If the great Michaela Coel is the wounded psyche of this HBO series, then Opia is its reality check. She plays Coel’s best friend Terry and is here both verbally and physically. (Her body language alone could fill a dictionary.) But it is the patience in her actions that annoyed me, the compassionate watching of Coel and the looking out for Coel. Opia is Ethel for Lucy, Pam for Gina: another dictionary definition – for “support”. (Streaming on HBO Max.)

Everyone in this cruelly canceled Hulu remake of the film was fantastic, including Zoë Kravitz. But Lacy is worth singling out, as few actors perform more complex work with sporty secondary bananas. He’s built like a baseball player, but comes with reserves of friendliness that compliment Jenny Slate’s stupidity, Lena Dunham’s self-absorption, or Kravitz’s reluctance. There is no award for this, just my incessant admiration. (Streaming on Hulu.)
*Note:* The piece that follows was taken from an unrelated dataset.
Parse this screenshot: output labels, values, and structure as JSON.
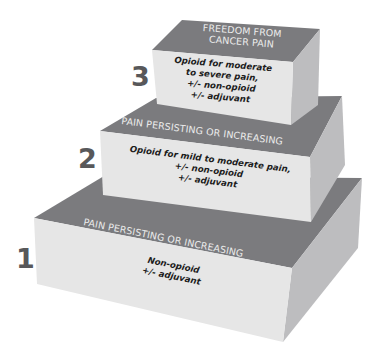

There is no person in this Showtime series who does not exist in the shadow of Ethan Hawke’s tornadic rendition of John Brown. But these two, who play enslaved men involved in Brown’s passionate warfare, create something special: Neither of them will. Johnson is the young eyes and voice of the show and what a smart comedian he is. His face can express a hundred kinds of surprise and fear, doubt and relief all the same. Where did Point-Du Jour come from? His line readings are clear and funny. These two made me laugh the most. Her raised eyebrows always seemed to match mine. (Streaming on Showtime.)

Apparently, Warwick came to Twitter eight years ago, but this was the year her account became one thing – dry, wise, as elegantly spectral as grumpy, generous. Warwick tweets the way she sings, gentle and martini-dry. A tweet that drew thousands of glances warns Spotifiers that artists can see our playlists. She used the “I see you” eye emoji, where a period would lead. Another specifically asked that no one tell her what “hot girls’ summer” was even though it was “was” at the time. The attraction is that the tweets sound like they are – that smoky timbre, the showbiz diction. They are a snack. I read some of their posts and actually tried to wipe the salt off my hands.